Definition: A package is a collection of related classes and interfaces that provides access protection and namespace management.The classes and interfaces that are part of the JDK are members of various packages that bundle classes by function: applet classes are in
java.applet
, I/O classes are injava.io
, and the GUI widget classes are injava.awt
. You can put your classes and interfaces in packages, too.Let's look at a set of classes and examine why you might want to put them in a package. Suppose you write a group of classes that represent a collection of graphics objects such as circles, rectangles, lines, and points. You also write an interface
Draggable
that classes implement if they can be dragged with the mouse by the user.You should bundle these classes and the interface together in a package, for several reasons:in the Graphics.java file abstract class Graphic { . . . } in the Circle.java file public class Circle extends Graphic implements Draggable { . . . } in the Rectangle.java file public class Rectangle extends Graphic implements Draggable { . . . } in the Draggable.java file public interface Draggable { . . . }
- You and other programmers can easily determine that these classes and interfaces are related.

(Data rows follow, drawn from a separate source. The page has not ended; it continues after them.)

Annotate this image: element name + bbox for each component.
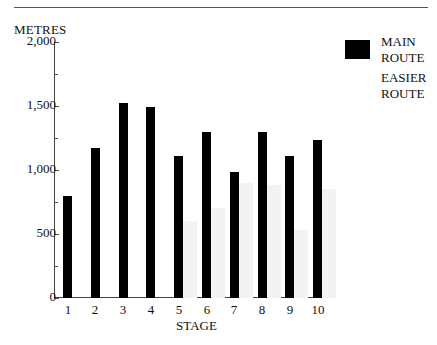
legend-label-main-route: MAIN ROUTE <box>381 34 424 66</box>
y-minor-tick <box>54 266 58 267</box>
top-rule <box>14 7 428 8</box>
bar-main-route <box>63 196 72 298</box>
legend-easier-line1: EASIER <box>381 70 427 86</box>
bar-main-route <box>146 107 155 298</box>
x-tick-label: 9 <box>278 302 302 318</box>
x-tick-label: 4 <box>139 302 163 318</box>
bar-main-route <box>202 132 211 298</box>
bar-easier-route <box>267 185 281 298</box>
bar-easier-route <box>294 230 308 298</box>
x-axis-label: STAGE <box>176 318 217 334</box>
y-tick-label: 1,000 <box>27 161 56 177</box>
bar-easier-route <box>183 221 197 298</box>
x-tick-label: 5 <box>167 302 191 318</box>
x-tick-label: 7 <box>222 302 246 318</box>
legend-label-easier-route: EASIER ROUTE <box>381 70 427 102</box>
x-tick-label: 6 <box>195 302 219 318</box>
bar-main-route <box>258 132 267 298</box>
bar-main-route <box>119 103 128 298</box>
legend-main-line2: ROUTE <box>381 50 424 66</box>
bar-main-route <box>230 172 239 298</box>
y-minor-tick <box>54 74 58 75</box>
x-tick-label: 3 <box>111 302 135 318</box>
y-tick-label: 2,000 <box>27 33 56 49</box>
y-tick-label: 1,500 <box>27 97 56 113</box>
x-tick-label: 1 <box>56 302 80 318</box>
bar-easier-route <box>211 208 225 298</box>
legend-swatch-easier-route <box>345 72 370 91</box>
y-tick-label: 500 <box>37 225 57 241</box>
x-tick-label: 2 <box>83 302 107 318</box>
bar-easier-route <box>322 189 336 298</box>
x-tick-label: 10 <box>306 302 330 318</box>
legend-easier-line2: ROUTE <box>381 86 427 102</box>
bar-main-route <box>174 156 183 298</box>
y-minor-tick <box>54 202 58 203</box>
y-minor-tick <box>54 138 58 139</box>
x-tick-label: 8 <box>250 302 274 318</box>
legend-main-line1: MAIN <box>381 34 424 50</box>
bar-easier-route <box>239 183 253 298</box>
bar-main-route <box>91 148 100 298</box>
legend-swatch-main-route <box>345 40 370 59</box>
bar-main-route <box>313 140 322 298</box>
bar-main-route <box>285 156 294 298</box>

- You and other programmers know where to find classes and interfaces that provide graphics-related functions.
- The names of your classes won't conflict with class names in other packages because the package creates a new namespace.
- You can allow classes within the package to have unrestricted access to each other, yet still restrict access for classes outside the package.
You can easily create your own packages and put any number of class and interface definitions in them.
To use the classes and interfaces defined in one package from within another package, you need to import the package. The classes and interfaces that you import must be declared public.
This section shows you where to put yourjava
and.class
files so that the JDK tools can find your classes.